While only 19 percent of companies outsource security monitoring, according to the survey, SaaS providers, such as property management systems, assume much of the security burden. But that doesn’t mean operators are completely free from security responsibilities.
“Multifamily operators have a huge amount of information on residents and prospects, and they have what they call a full information suite, which is very valuable,” Mahoney said. “There are two risks. They’re both real and they need to be planned for, but one is much more probable. And it’s really about money. Thieves are rational, they’re lazy and they just want to get your money with the minimum amount of effort. The easiest way to do that is to send you a phishing email and ask you for money. They do it all the time. The second one is reputational risk.”
Reputational risk occurs when resident and prospect information, which multifamily operators have a lot of, is compromised. Mahoney calculated that an operator with a 10,000-unit portfolio with a 15 percent closing rate, a 50 percent renewal rate and a seven-year document retention policy has more information than the population of a medium-sized city.
Deciding whether to outsource cybersecurity or any technology-related activities, however, often isn’t simply up to someone in IT or in operations for that matter. Many operators today have assembled innovation and technology steering committees, but there is a big discrepancy in usage of these committees depending on the size of the company.

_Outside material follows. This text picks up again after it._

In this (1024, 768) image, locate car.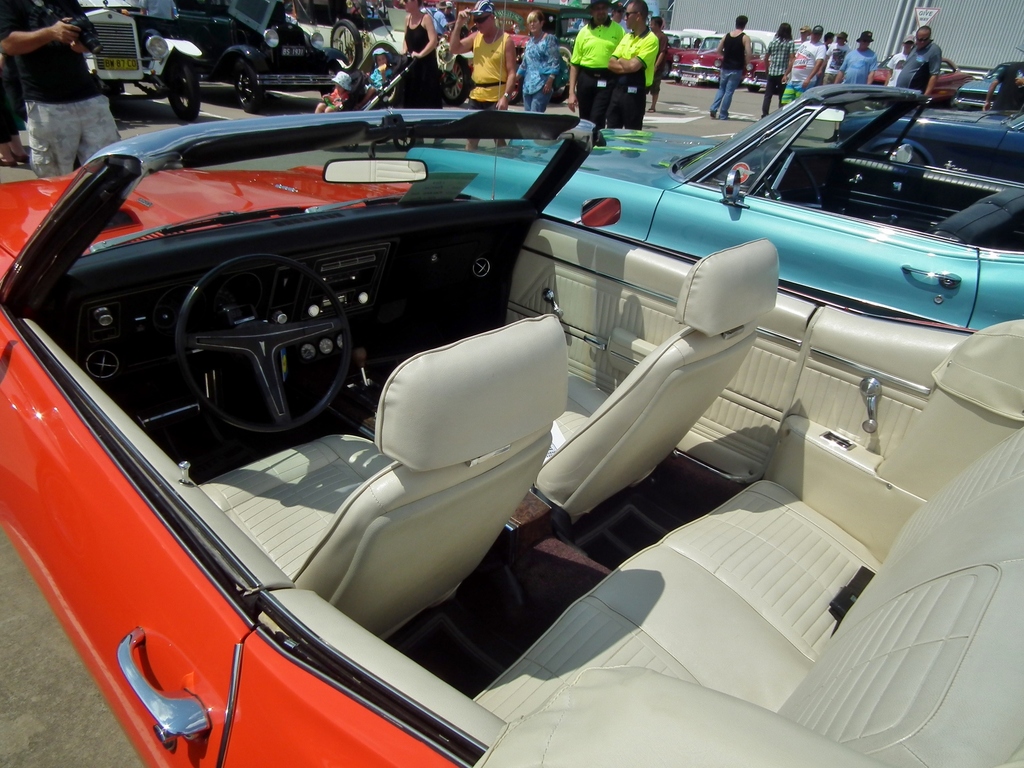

According to the survey, 57 percent of the largest companies and 59 percent of the large companies have a steering committee. Just 14 percent of small companies and 22 percent of medium-sized companies have them. This is understandable, according to Hepfner, as some companies might feel overwhelmed by the number of committees they have, but the impact of technology on every area of the business is just too great to ignore.
“If you’re only going to have one committee in your company, I think the technology and innovation steering committee should be it,” said Hepfner. “It’s at the top of the list. It touches 100 percent of all that we do as a business.”
This article includes reporting from Peter Jakel, vice president of strategy for LinnellTaylor Marketing.